Implementation Insights Blog

Implementation Management Associates help organizations around the world achieve large-scale, complex change. This blog discusses our insights into organizational change.

Friday, March 27, 2009

Prescription for Electronic Medical Records Implementation Success

According to a recent New York Times article, the Obama Administration expects to spend about 19 billion dollars to accelerate the use of computerized records by Health Care systems and doctors offices. In the same article, Dr. Blackford Middleton, Chairman for the Center for Technology Leadership states, “What is underappreciated is the implementation challenge.”

These electronic medical records are the basis for both the diagnostic and economic lifeblood of any medical care practice, so getting the implementation right the first time is essential. Notes Dr. Patricia Korber, MD, "In my own practice, we thought we were ready, but we underestimated the degree of difficulty we were going to face.”

Unfortunately getting the technology “installed”, meaning that it is up and running, is not synonymous with gaining sustained adoption, or “implementation.” The
difference between installation and implementation is not mere semantics; it is a quantitative and qualitative difference that reflects the speed and return for the human and financial resources that will be invested in electronic medical records or EMR. EMR implementation speed is critical to health care providers both financially and because of the disruption to work flow and efficiency that directly impacts the quality of patient care.

Interestingly, the Obama Administration has set forth, but not yet defined, its term of “meaningful use” of Electronic Medical Records (EMR) as a criterion for subsidized payment for implementation in Doctors’ offices.

Based upon our thirty years of field research at IMA, over 70% of technology system implementations in Healthcare Systems (such as EMR implementations) fail to achieve on time and on budget what they promised to their organizations. In over 85% of the cases we have observed, technological integrity is not the issue. Ultimately, the technology will do what it is supposed to do. The stumbling block is in how to integrate the human beings with the technology as quickly as possible.

This literally becomes like those old Fram oil filter commercials: “You can pay me now or pay me later.” Any medical practice or health care system can either spend time to create readiness, or Prepay a substantial price for resistance to change and sub-optimized systems. After implementing technical systems in health care environments for two decades, we have yet to discover a situation where the third “no payment required” option came into play.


Instructions for the task. Omit the pictures, and output the rest of the entries exactly as written.

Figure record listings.
- Opening Delimiter -

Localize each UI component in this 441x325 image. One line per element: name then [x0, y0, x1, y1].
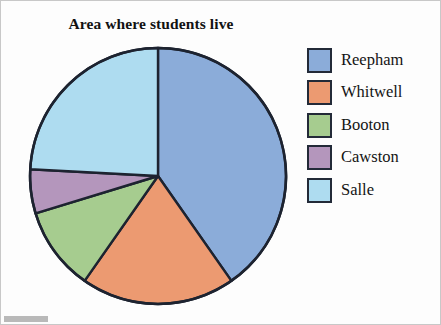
- legend-item-booton[interactable]: Booton: [307, 111, 439, 139]
- pie-plot-area: [1, 1, 301, 325]
- legend-swatch-reepham: [307, 48, 332, 73]
- legend-item-cawston[interactable]: Cawston: [307, 144, 439, 172]
- page-edge-marker: [4, 316, 48, 322]
- legend-item-salle[interactable]: Salle: [307, 176, 439, 204]
- pie-chart-figure: Area where students live Reepham Whitwel…: [0, 0, 441, 325]
- legend-label-booton: Booton: [341, 117, 390, 134]
- legend-swatch-salle: [307, 178, 332, 203]
- legend-swatch-whitwell: [307, 80, 332, 105]
- legend-item-reepham[interactable]: Reepham: [307, 46, 439, 74]
- legend-swatch-cawston: [307, 145, 332, 170]
- legend-label-cawston: Cawston: [341, 149, 399, 166]
- legend-label-whitwell: Whitwell: [341, 84, 402, 101]
- pie-svg: [1, 1, 301, 325]
- pie-slice-salle[interactable]: [30, 48, 158, 176]
- legend: Reepham Whitwell Booton Cawston Salle: [307, 46, 439, 209]
- legend-label-salle: Salle: [341, 182, 374, 199]
- legend-label-reepham: Reepham: [341, 52, 403, 69]
- legend-swatch-booton: [307, 113, 332, 138]
- legend-item-whitwell[interactable]: Whitwell: [307, 79, 439, 107]
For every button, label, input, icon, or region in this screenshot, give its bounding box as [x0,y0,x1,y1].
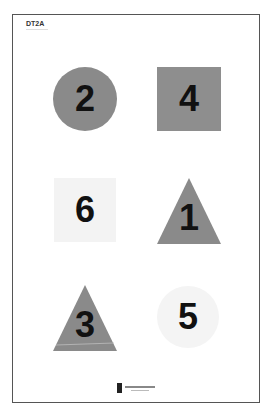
target-number: 6 [75,192,95,228]
footer-text [125,386,155,391]
page-border [12,14,260,403]
target-number: 3 [53,307,117,343]
chart-title: DT2A [26,20,44,27]
footer-branding [117,383,155,393]
footer-line-1 [125,386,155,388]
footer-line-2 [131,390,149,391]
target-number: 1 [157,200,221,236]
target-number: 4 [179,81,199,117]
target-square-4: 4 [157,67,221,131]
target-triangle-3: 3 [53,285,117,351]
target-circle-2: 2 [53,67,117,131]
target-triangle-1: 1 [157,178,221,244]
target-square-6: 6 [54,178,116,242]
target-circle-5: 5 [157,286,219,348]
lighthouse-logo-icon [117,383,122,393]
target-number: 2 [75,81,95,117]
target-number: 5 [178,299,198,335]
chart-subtitle-line [26,29,48,30]
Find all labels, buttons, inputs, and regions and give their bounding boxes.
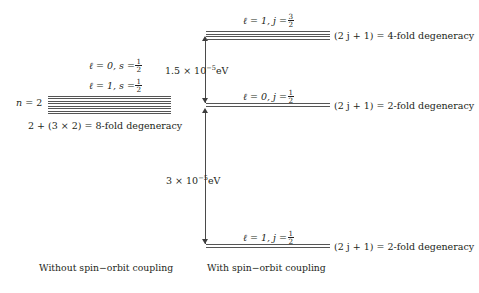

- Closing Delimiter -

Task solution.
Localize each UI component in this 441x325 image. One line per element: name then [x0, y0, x1, y1].
- legend-item-booton[interactable]: Booton: [307, 111, 439, 139]
- pie-plot-area: [1, 1, 301, 325]
- legend-swatch-reepham: [307, 48, 332, 73]
- legend-item-cawston[interactable]: Cawston: [307, 144, 439, 172]
- page-edge-marker: [4, 316, 48, 322]
- legend-item-salle[interactable]: Salle: [307, 176, 439, 204]
- pie-chart-figure: Area where students live Reepham Whitwel…: [0, 0, 441, 325]
- legend-label-booton: Booton: [341, 117, 390, 134]
- legend-swatch-salle: [307, 178, 332, 203]
- legend-swatch-whitwell: [307, 80, 332, 105]
- legend-item-reepham[interactable]: Reepham: [307, 46, 439, 74]
- legend-swatch-cawston: [307, 145, 332, 170]
- legend-label-cawston: Cawston: [341, 149, 399, 166]
- legend-label-whitwell: Whitwell: [341, 84, 402, 101]
- pie-svg: [1, 1, 301, 325]
- pie-slice-salle[interactable]: [30, 48, 158, 176]
- legend: Reepham Whitwell Booton Cawston Salle: [307, 46, 439, 209]
- legend-label-salle: Salle: [341, 182, 374, 199]
- legend-label-reepham: Reepham: [341, 52, 403, 69]
- legend-swatch-booton: [307, 113, 332, 138]
- legend-item-whitwell[interactable]: Whitwell: [307, 79, 439, 107]
For every button, label, input, icon, or region in this screenshot, give its bounding box as [x0,y0,x1,y1].
target-number: 6 [75,192,95,228]
footer-text [125,386,155,391]
page-border [12,14,260,403]
target-number: 3 [53,307,117,343]
chart-title: DT2A [26,20,44,27]
footer-branding [117,383,155,393]
footer-line-1 [125,386,155,388]
footer-line-2 [131,390,149,391]
target-number: 1 [157,200,221,236]
target-number: 4 [179,81,199,117]
target-square-4: 4 [157,67,221,131]
target-triangle-3: 3 [53,285,117,351]
target-circle-2: 2 [53,67,117,131]
target-triangle-1: 1 [157,178,221,244]
target-square-6: 6 [54,178,116,242]
target-circle-5: 5 [157,286,219,348]
lighthouse-logo-icon [117,383,122,393]
target-number: 2 [75,81,95,117]
target-number: 5 [178,299,198,335]
chart-subtitle-line [26,29,48,30]
Find all labels, buttons, inputs, and regions and give their bounding boxes.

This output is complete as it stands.